Here's a rough breakdown of typical section lengths:
- Overview: 2–5 pages
- Target audience & market analysis: 2–4 pages
- Competitive titles: 2–4 pages
- Author platform & bio: 1–3 pages
- Chapter outline: 5–15 pages
- Sample chapters: 15–40 pages
Common Book Proposal Mistakes
- Writing for yourself instead of the market. "This is the book I've always wanted to write" doesn't help an editor. They need to know who will buy it. Frame your passion in market terms.
- Vague audience definition. "Everyone who reads" or "all women" is not a target audience. Get specific. The more precisely you define your reader, the more convincing your proposal.
- Ignoring competitive titles. Saying "there's nothing else like this" is a red flag, not a selling point. If no books exist on your topic, the editor wonders if there's actually demand. The existence of comp titles proves the market exists.
- Weak sample chapters. The proposal can be brilliant, but if the writing in the sample chapters is mediocre, the deal dies. Polish these obsessively.
- Inflating platform numbers. Editors and agents will check. Be honest about your reach and focus on quality over quantity — 5,000 engaged newsletter subscribers is often more valuable than 50,000 disengaged Instagram followers.
- Proposing a book that's too broad. "A book about American politics" won't work. "A book about how gerrymandering broke Congress" will. Narrow your scope until the book feels focused and inevitable.
- Skipping the competitive analysis. This section shows that you understand the publishing landscape. Skipping it signals that you haven't done your homework.
- Submitting too early. Your proposal should be as polished as a final manuscript. Typos, inconsistencies, and rough prose in the proposal will sink your project, no matter how good the idea.
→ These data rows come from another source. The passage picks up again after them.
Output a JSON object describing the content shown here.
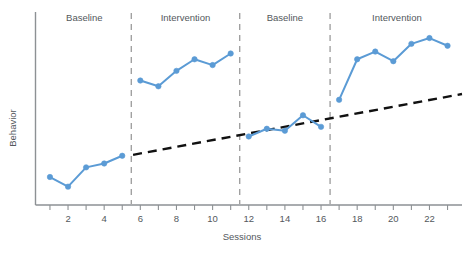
{
  "chart_data": {
    "type": "line",
    "title": "",
    "subtitle": "",
    "xlabel": "Sessions",
    "ylabel": "Behavior",
    "xlim": [
      0.2,
      23.8
    ],
    "ylim": [
      0,
      10
    ],
    "grid": false,
    "legend_position": "none",
    "y_axis_ticks_shown": false,
    "x_tick_values": [
      1,
      2,
      3,
      4,
      5,
      6,
      7,
      8,
      9,
      10,
      11,
      12,
      13,
      14,
      15,
      16,
      17,
      18,
      19,
      20,
      21,
      22,
      23
    ],
    "x_tick_labels": [
      "",
      "2",
      "",
      "4",
      "",
      "6",
      "",
      "8",
      "",
      "10",
      "",
      "12",
      "",
      "14",
      "",
      "16",
      "",
      "18",
      "",
      "20",
      "",
      "22",
      ""
    ],
    "series": [
      {
        "name": "Behavior",
        "color": "#5B9BD5",
        "marker": "circle",
        "broken_between_phases": true,
        "x": [
          1,
          2,
          3,
          4,
          5,
          6,
          7,
          8,
          9,
          10,
          11,
          12,
          13,
          14,
          15,
          16,
          17,
          18,
          19,
          20,
          21,
          22,
          23
        ],
        "values": [
          1.45,
          0.95,
          1.95,
          2.15,
          2.55,
          6.45,
          6.15,
          6.95,
          7.55,
          7.25,
          7.85,
          3.55,
          3.95,
          3.85,
          4.65,
          4.05,
          5.45,
          7.55,
          7.95,
          7.45,
          8.35,
          8.65,
          8.25
        ]
      }
    ],
    "trend_line": {
      "name": "Projected baseline trend",
      "style": "dashed",
      "color": "#111111",
      "x_start": 5.6,
      "y_start": 2.6,
      "x_end": 23.8,
      "y_end": 5.75
    },
    "phases": [
      {
        "label": "Baseline",
        "x_from": 0.2,
        "x_to": 5.5,
        "label_x": 2.9
      },
      {
        "label": "Intervention",
        "x_from": 5.5,
        "x_to": 11.5,
        "label_x": 8.5
      },
      {
        "label": "Baseline",
        "x_from": 11.5,
        "x_to": 16.5,
        "label_x": 14.0
      },
      {
        "label": "Intervention",
        "x_from": 16.5,
        "x_to": 23.8,
        "label_x": 20.2
      }
    ],
    "phase_dividers": [
      5.5,
      11.5,
      16.5
    ],
    "annotations": []
  },
  "axes": {
    "x_title": "Sessions",
    "y_title": "Behavior"
  },
  "phase_labels": {
    "first": "Baseline",
    "second": "Intervention",
    "third": "Baseline",
    "fourth": "Intervention"
  },
  "colors": {
    "series_blue": "#5B9BD5",
    "trend_black": "#111111",
    "divider_gray": "#9b9b9b",
    "axis_gray": "#8d9194",
    "text_gray": "#53585c",
    "background": "#ffffff"
  },
  "tick_labels": {
    "t2": "2",
    "t4": "4",
    "t6": "6",
    "t8": "8",
    "t10": "10",
    "t12": "12",
    "t14": "14",
    "t16": "16",
    "t18": "18",
    "t20": "20",
    "t22": "22"
  }
}
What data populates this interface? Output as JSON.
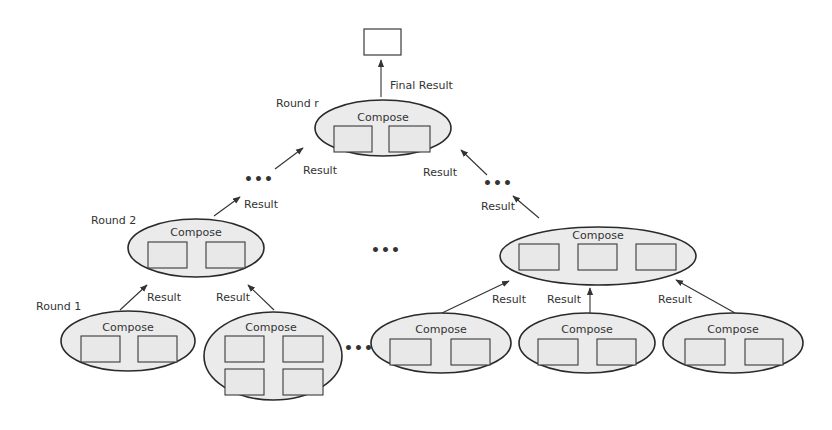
{
  "diagram": {
    "title_labels": {
      "final_result": "Final Result",
      "round_r": "Round r",
      "round_2": "Round 2",
      "round_1": "Round 1"
    },
    "compose_label": "Compose",
    "result_label": "Result",
    "ellipsis": "•••",
    "nodes": [
      {
        "id": "round-r",
        "label": "Compose",
        "cx": 383,
        "cy": 124,
        "rx": 68,
        "ry": 28,
        "boxes": 2
      },
      {
        "id": "round2-left",
        "label": "Compose",
        "cx": 203,
        "cy": 246,
        "rx": 68,
        "ry": 28,
        "boxes": 2
      },
      {
        "id": "round2-right",
        "label": "Compose",
        "cx": 597,
        "cy": 258,
        "rx": 98,
        "ry": 29,
        "boxes": 3
      },
      {
        "id": "round1-a",
        "label": "Compose",
        "cx": 128,
        "cy": 340,
        "rx": 67,
        "ry": 30,
        "boxes": 2
      },
      {
        "id": "round1-b",
        "label": "Compose",
        "cx": 273,
        "cy": 355,
        "rx": 69,
        "ry": 45,
        "boxes": 4
      },
      {
        "id": "round1-c",
        "label": "Compose",
        "cx": 441,
        "cy": 340,
        "rx": 70,
        "ry": 30,
        "boxes": 2
      },
      {
        "id": "round1-d",
        "label": "Compose",
        "cx": 587,
        "cy": 340,
        "rx": 68,
        "ry": 30,
        "boxes": 2
      },
      {
        "id": "round1-e",
        "label": "Compose",
        "cx": 733,
        "cy": 340,
        "rx": 70,
        "ry": 30,
        "boxes": 2
      }
    ],
    "edges": [
      {
        "from": "round-r",
        "to": "final-result",
        "label": "Final Result"
      },
      {
        "from": "ellipsis-left",
        "to": "round-r",
        "label": "Result"
      },
      {
        "from": "ellipsis-right",
        "to": "round-r",
        "label": "Result"
      },
      {
        "from": "round2-left",
        "to": "ellipsis-left",
        "label": "Result"
      },
      {
        "from": "round2-right",
        "to": "ellipsis-right",
        "label": "Result"
      },
      {
        "from": "round1-a",
        "to": "round2-left",
        "label": "Result"
      },
      {
        "from": "round1-b",
        "to": "round2-left",
        "label": "Result"
      },
      {
        "from": "round1-c",
        "to": "round2-right",
        "label": "Result"
      },
      {
        "from": "round1-d",
        "to": "round2-right",
        "label": "Result"
      },
      {
        "from": "round1-e",
        "to": "round2-right",
        "label": "Result"
      }
    ]
  }
}
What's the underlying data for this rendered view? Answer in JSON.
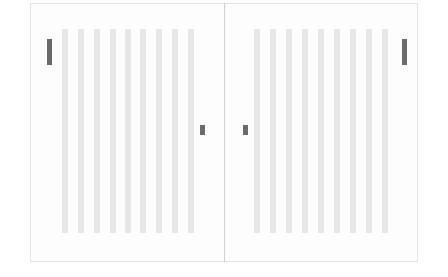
{
  "layout": {
    "panels": [
      {
        "name": "left",
        "stripes_x": [
          62,
          78,
          94,
          110,
          125,
          140,
          156,
          172,
          188
        ],
        "tall_marker": {
          "x": 47,
          "y": 39
        },
        "small_marker": {
          "x": 200,
          "y": 125
        }
      },
      {
        "name": "right",
        "stripes_x": [
          254,
          270,
          286,
          302,
          318,
          334,
          350,
          366,
          382
        ],
        "tall_marker": {
          "x": 402,
          "y": 39
        },
        "small_marker": {
          "x": 243,
          "y": 125
        }
      }
    ],
    "colors": {
      "stripe": "#e7e7e7",
      "marker": "#6a6a6a",
      "divider": "#cfcfcf",
      "border": "#e4e4e4"
    }
  }
}
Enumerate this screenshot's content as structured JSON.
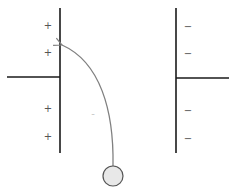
{
  "diagram": {
    "colors": {
      "background": "#ffffff",
      "plate": "#1a1a1a",
      "trajectory": "#808080",
      "particle_fill": "#e8e8e8",
      "particle_stroke": "#555555",
      "sign": "#555555",
      "faint_sign": "#c8c8c8"
    },
    "left_plate": {
      "charge": "positive",
      "signs": [
        "+",
        "+",
        "+",
        "+"
      ]
    },
    "right_plate": {
      "charge": "negative",
      "signs": [
        "−",
        "−",
        "−",
        "−"
      ]
    },
    "field_region": {
      "faint_mark": "-"
    },
    "particle": {
      "shape": "circle"
    },
    "trajectory": {
      "arrow_direction": "toward-left-plate"
    }
  }
}
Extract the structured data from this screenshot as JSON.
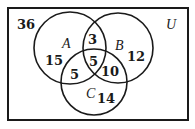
{
  "diagram": {
    "type": "venn",
    "universe_label": "U",
    "sets": [
      {
        "label": "A",
        "cx": 70,
        "cy": 48,
        "r": 36
      },
      {
        "label": "B",
        "cx": 118,
        "cy": 48,
        "r": 35
      },
      {
        "label": "C",
        "cx": 94,
        "cy": 82,
        "r": 33
      }
    ],
    "regions": {
      "outside": "36",
      "A_only": "15",
      "B_only": "12",
      "C_only": "14",
      "A_and_B_only": "3",
      "A_and_C_only": "5",
      "B_and_C_only": "10",
      "A_and_B_and_C": "5"
    },
    "colors": {
      "stroke": "#1a1a1a",
      "background": "#ffffff"
    }
  }
}
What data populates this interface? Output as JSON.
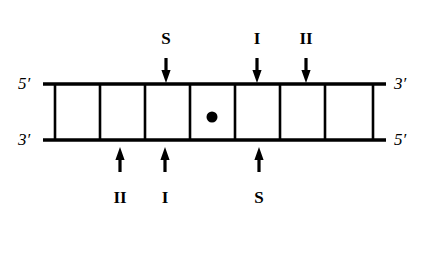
{
  "figure": {
    "kind": "dna-duplex-restriction-map",
    "stroke_color": "#000000",
    "background_color": "#ffffff",
    "duplex": {
      "left_x": 43,
      "right_x": 386,
      "top_strand_y": 84,
      "bottom_strand_y": 140,
      "strand_thickness": 3.5,
      "rung_thickness": 2.6,
      "rung_positions": [
        55,
        100,
        145,
        190,
        235,
        280,
        325,
        373
      ],
      "cell_count": 7
    },
    "center_marker": {
      "name": "center-dot",
      "x": 212,
      "y": 117,
      "radius": 5.5,
      "color": "#000000"
    },
    "end_labels": {
      "top_left": "5′",
      "bottom_left": "3′",
      "top_right": "3′",
      "bottom_right": "5′"
    },
    "top_sites": [
      {
        "label": "S",
        "arrow_x": 166,
        "label_x": 166,
        "label_y": 30,
        "arrow_top_y": 58,
        "arrow_tip_y": 83
      },
      {
        "label": "I",
        "arrow_x": 257,
        "label_x": 257,
        "label_y": 30,
        "arrow_top_y": 58,
        "arrow_tip_y": 83
      },
      {
        "label": "II",
        "arrow_x": 306,
        "label_x": 306,
        "label_y": 30,
        "arrow_top_y": 58,
        "arrow_tip_y": 83
      }
    ],
    "bottom_sites": [
      {
        "label": "II",
        "arrow_x": 120,
        "label_x": 120,
        "label_y": 189,
        "arrow_bottom_y": 172,
        "arrow_tip_y": 147
      },
      {
        "label": "I",
        "arrow_x": 165,
        "label_x": 165,
        "label_y": 189,
        "arrow_bottom_y": 172,
        "arrow_tip_y": 147
      },
      {
        "label": "S",
        "arrow_x": 259,
        "label_x": 259,
        "label_y": 189,
        "arrow_bottom_y": 172,
        "arrow_tip_y": 147
      }
    ]
  }
}
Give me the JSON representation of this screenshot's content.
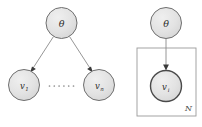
{
  "figure": {
    "background_color": "#ffffff",
    "node_fill_color": "#e2e2e2",
    "node_stroke_color": "#6f6f6f",
    "edge_color": "#8a8a8a",
    "plate_stroke_color": "#9a9a9a",
    "label_color": "#2b2b2b"
  },
  "left_panel": {
    "name": "expanded-graphical-model",
    "nodes": [
      {
        "id": "theta",
        "label": "θ",
        "cx": 61.5,
        "cy": 23,
        "r": 15.5,
        "style": "plain"
      },
      {
        "id": "v1",
        "label": "v",
        "sub": "1",
        "cx": 24,
        "cy": 85,
        "r": 15.5,
        "style": "plain"
      },
      {
        "id": "vn",
        "label": "v",
        "sub": "n",
        "cx": 99,
        "cy": 85,
        "r": 15.5,
        "style": "plain"
      }
    ],
    "edges": [
      {
        "from": "theta",
        "to": "v1",
        "arrow": true
      },
      {
        "from": "theta",
        "to": "vn",
        "arrow": true
      }
    ],
    "ellipsis": {
      "label": "......",
      "dots": 6,
      "cx": 61.5,
      "cy": 86
    }
  },
  "right_panel": {
    "name": "plate-notation-model",
    "nodes": [
      {
        "id": "theta",
        "label": "θ",
        "cx": 166,
        "cy": 23,
        "r": 15.5,
        "style": "plain"
      },
      {
        "id": "vi",
        "label": "v",
        "sub": "i",
        "cx": 166,
        "cy": 86,
        "r": 15.5,
        "style": "bold"
      }
    ],
    "edges": [
      {
        "from": "theta",
        "to": "vi",
        "arrow": true
      }
    ],
    "plate": {
      "label": "N",
      "x": 137,
      "y": 48,
      "width": 59,
      "height": 68,
      "label_x": 188.5,
      "label_y": 111
    }
  }
}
Do Fiction Writers Need a Book Proposal?
No — fiction is sold on the strength of a completed manuscript, not a proposal. Fiction writers write a query letter and, if an agent is interested, submit the full manuscript. The exception is established fiction authors who have already published successfully. After your first book, your agent may sell your next novel on a proposal — but for debut novelists, you need the finished book.
Memoir sits in a gray area. Technically nonfiction, memoir is sold on voice and storytelling as much as platform and market. Many memoir proposals include more extensive sample chapters (sometimes half the book) to prove the author can sustain a compelling narrative. If you're writing memoir and you're not a celebrity or public figure, the quality of your sample chapters is everything.
Tips for a Stronger Proposal
- Study successful proposals. Books like The Art of the Book Proposal by Eric Maisel and How to Write a Book Proposal by Michael Larsen include annotated examples. Read them.
- Lead with the reader's problem. The best proposals articulate a specific pain point or curiosity that readers have, then position the book as the solution or answer.
- Use data, not assumptions. "I think there's a market for this" is weak. "The self-help category grew 12% last year, and my topic sits at the intersection of two trending subcategories" is strong.
- Make your chapter outline compelling. Each chapter summary should make the editor think "I want to read that chapter." Write them as mini-pitches, not dry summaries.
- Get feedback before submitting. Have other writers, your writing group, or a freelance editor review your proposal. Fresh eyes catch problems you've gone blind to.
Draft Your Proposal in Hearth
Organize your book proposal by section in Hearth's project-based editor. Write your overview, chapter outline, and sample chapters in a distraction-free environment, and track your daily progress with writing goals and streaks.